The store “devoured” $20,000 every month; $10,000 went to rent and utilities, while another $10,000 were spent on employee wages and the purchase of ingredients and packaging.

Kubitskaya's situation was turned around by her online popularity, which she had earned long before opening the store. The blog she had started in 2007, which offered unreserved and often quite sharp and provocative posts on “women's” subjects (family, relationships, travel, cooking), secured her a loyal audience.

On May 13, 2013, her Russian-language LiveJournal blog was ranked 143rd overall in user ratings and was the 219th most viewed. So when Kubitskaya began turning her “sweet” dreams into reality, her online audience found out immediately.

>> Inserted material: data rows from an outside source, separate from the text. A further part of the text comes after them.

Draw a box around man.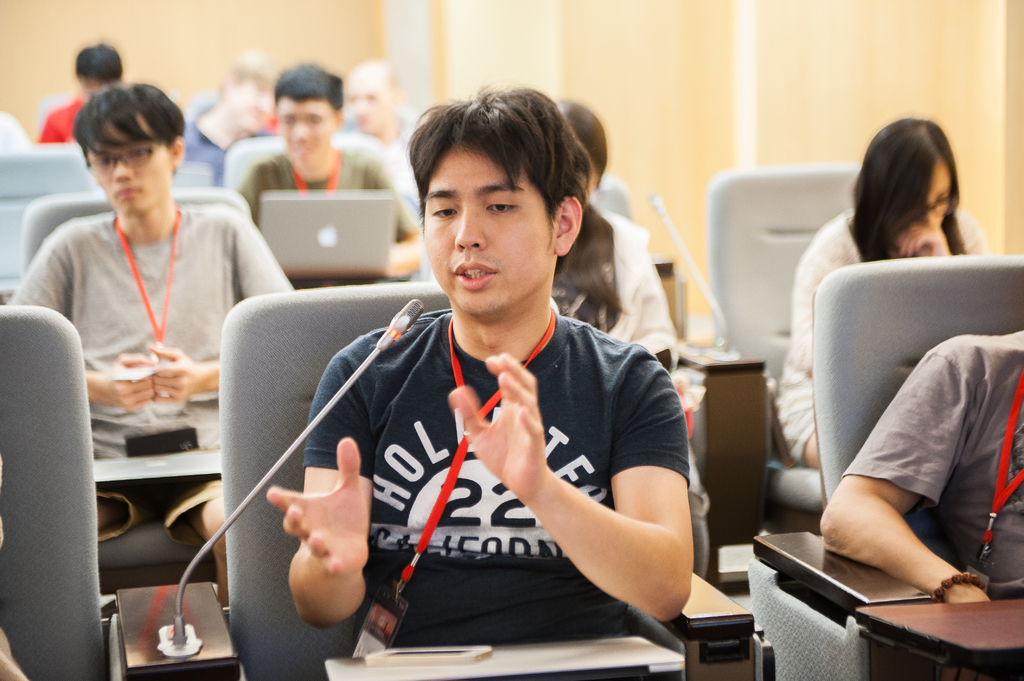
(815,326,1023,604).
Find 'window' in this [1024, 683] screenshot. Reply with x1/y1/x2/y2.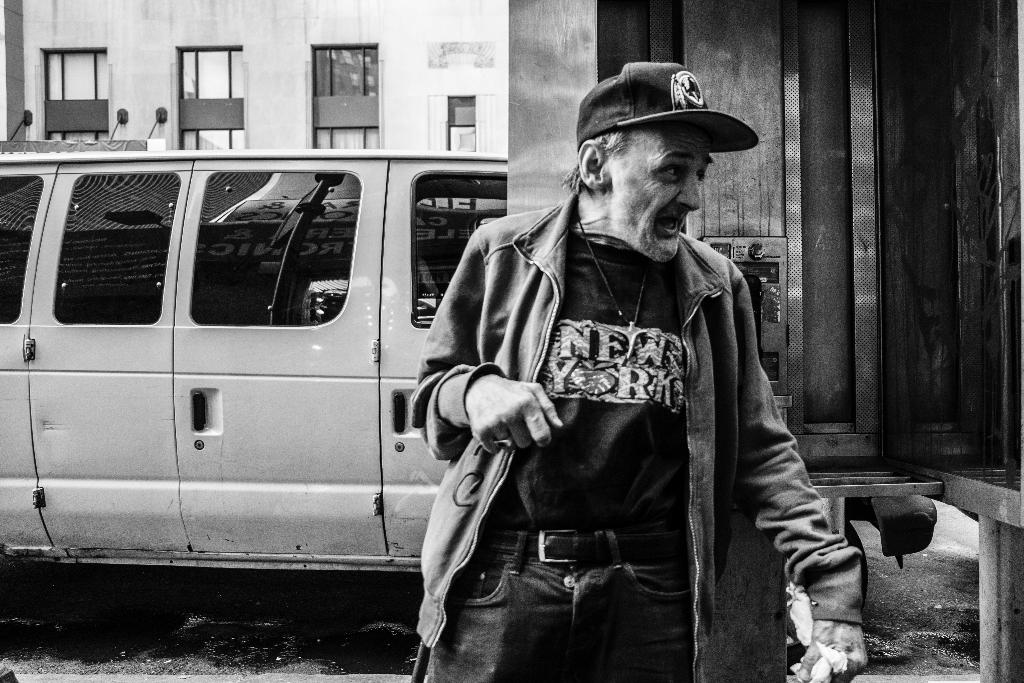
309/44/384/150.
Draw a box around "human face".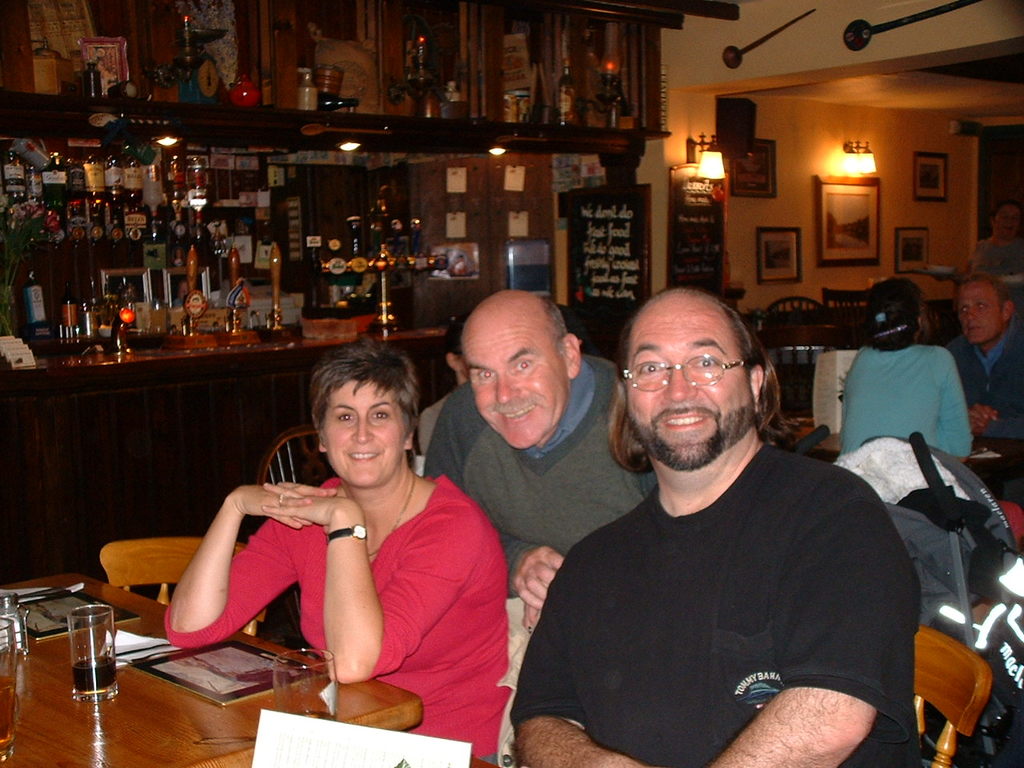
<bbox>626, 301, 757, 463</bbox>.
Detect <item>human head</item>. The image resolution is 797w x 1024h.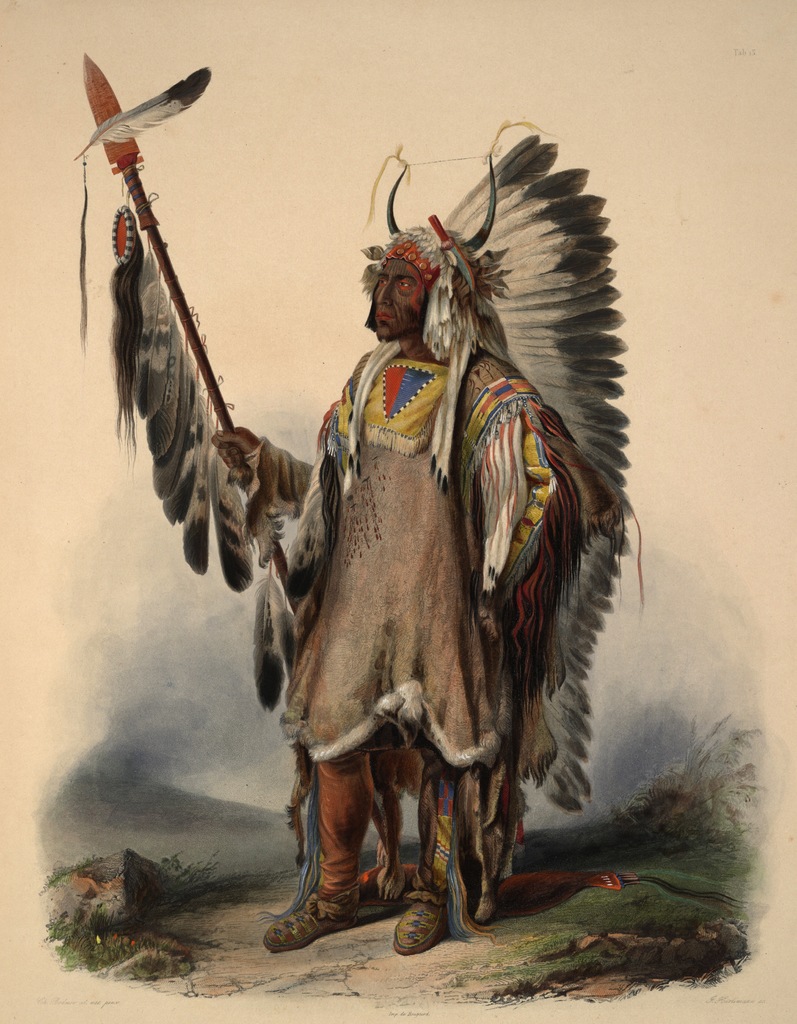
{"x1": 365, "y1": 239, "x2": 447, "y2": 349}.
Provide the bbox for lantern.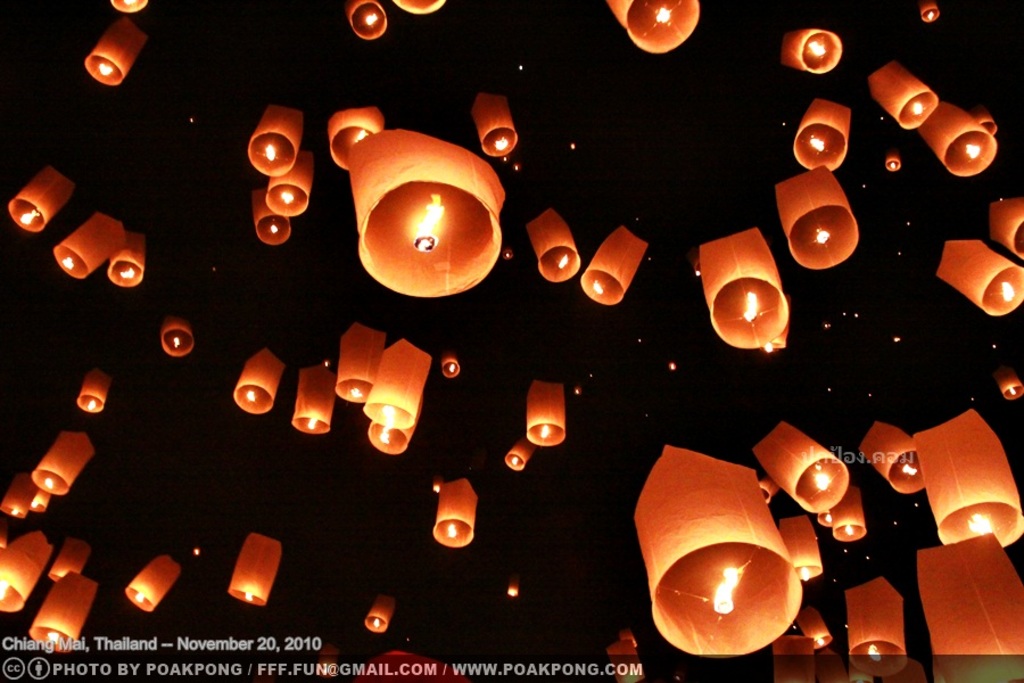
795/99/850/166.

She maintains that she has yet to resort to promoting her products through direct advertising; rather, her blog was just what she needed to find a new niche.

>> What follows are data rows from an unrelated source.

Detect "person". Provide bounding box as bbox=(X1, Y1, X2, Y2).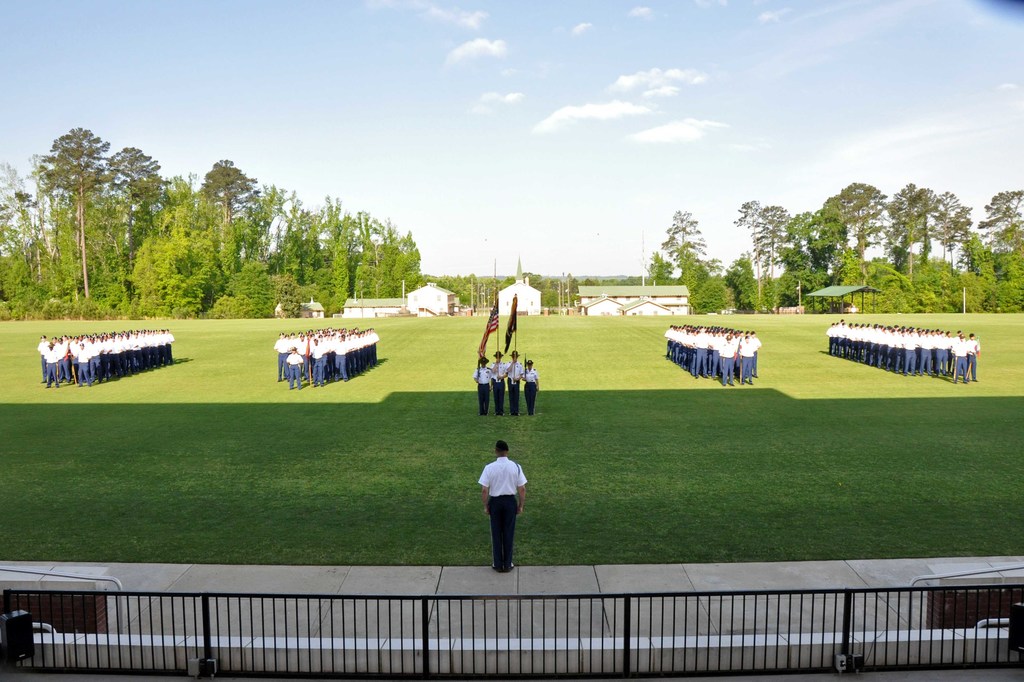
bbox=(506, 349, 524, 413).
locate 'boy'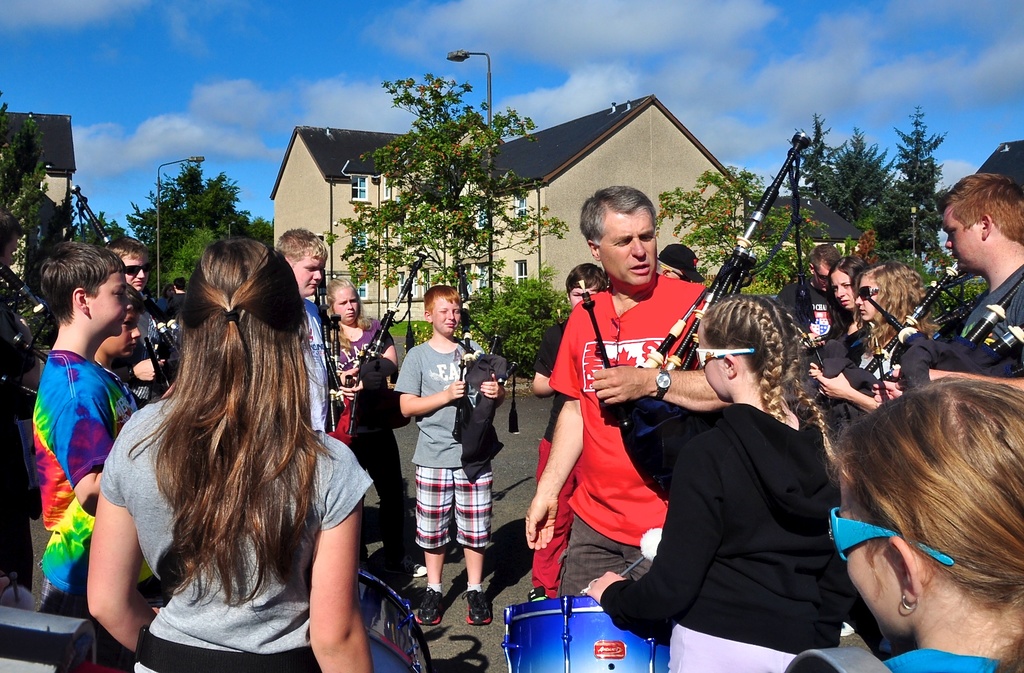
(106,231,159,409)
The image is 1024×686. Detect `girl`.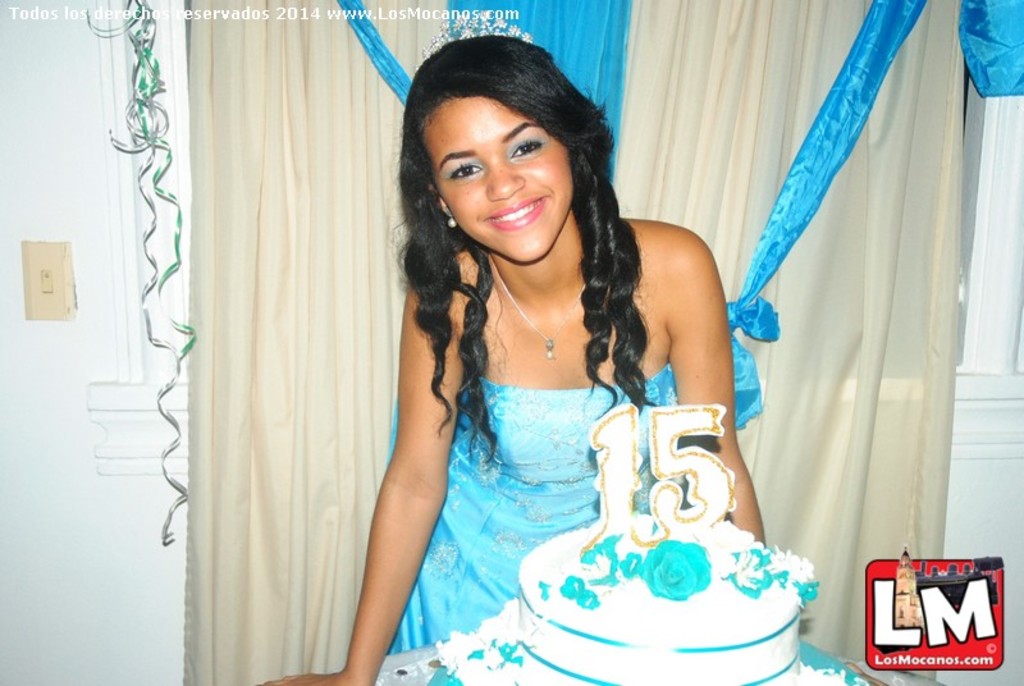
Detection: <region>255, 33, 765, 685</region>.
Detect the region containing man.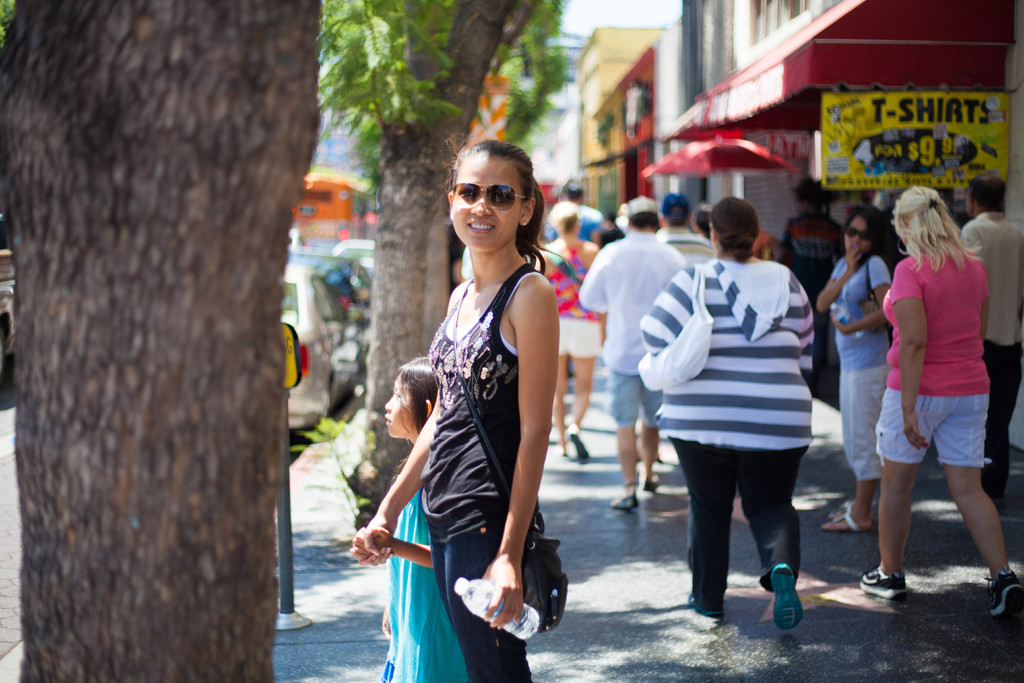
rect(780, 173, 849, 391).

A few years ago, the RUSNANO corporation moved to a new office, and its corporate management ordered a party with promotional merchandise to mark the event. “We had already tried everything: pens, flash drives, notepads, chocolates – we seemed to have come full circle,” says former public relations employee, Anna Mironenko.

“But then, while browsing the web, I found out about Svetlana's candies through her LiveJournal.” As office-warming gifts, RUSNANO's executive management received a 10-kilogram hard-candy key, and each employee received a smaller one, while clients and partners helped themselves to little candies with “RUSNANO” written inside while waiting for meetings.

Kubitskaya's business has since advanced into a new stage. Corporate sales turned out to be far more interesting than retail. She had to close her store in the mall. “Half of my husband's salary went into my employees' wages,” she says.

But within several months, she picked up such clients as rabota.ru, Yota, UPS, the radio station “Russian Radio” and the Russian TV channel “Center.” And then Kubitskaya's retail outlet reopened – this time in the Moscow-area settlement of Barvikha and without a sign for the Spanish Papabubble.

The Spaniards' technology is not patented, and retail business based on their recommendations did not catch on; Kubitskaya lists the reasons which she finds have given her the right to stop paying the Spaniards for work according to their models, and adds frankly, “[What] point is there in paying for their name if I don't work for them?”

She now does business with her own brand name, “Slad iS.” The businesswoman flatly refused to say how  she was able to rent 25 square meters in Barvikha Luxury village and under what conditions.

She merely says that she did so “through friends of friends,” and much less expensively than in the “Capitol” mall in Moscow where her Papabubble store once was.

In March 2013, Kubitskaya and a Ukrainian partner opened Slad iS in Kiev, having invested 2.5 million rubles (about $76,000) therein.

In Ukraine, entrepreneurs from Greece and England have already opened similar projects, though they, like the Spaniards, are placing their bets on retail; they expect that people will pass by their stores, see how the candy is made from scratch, and buy it.

To the Muscovite developing her corporate sales in both Kiev and Moscow, competition is nothing to fear. She smiles, “I have already gone through all that."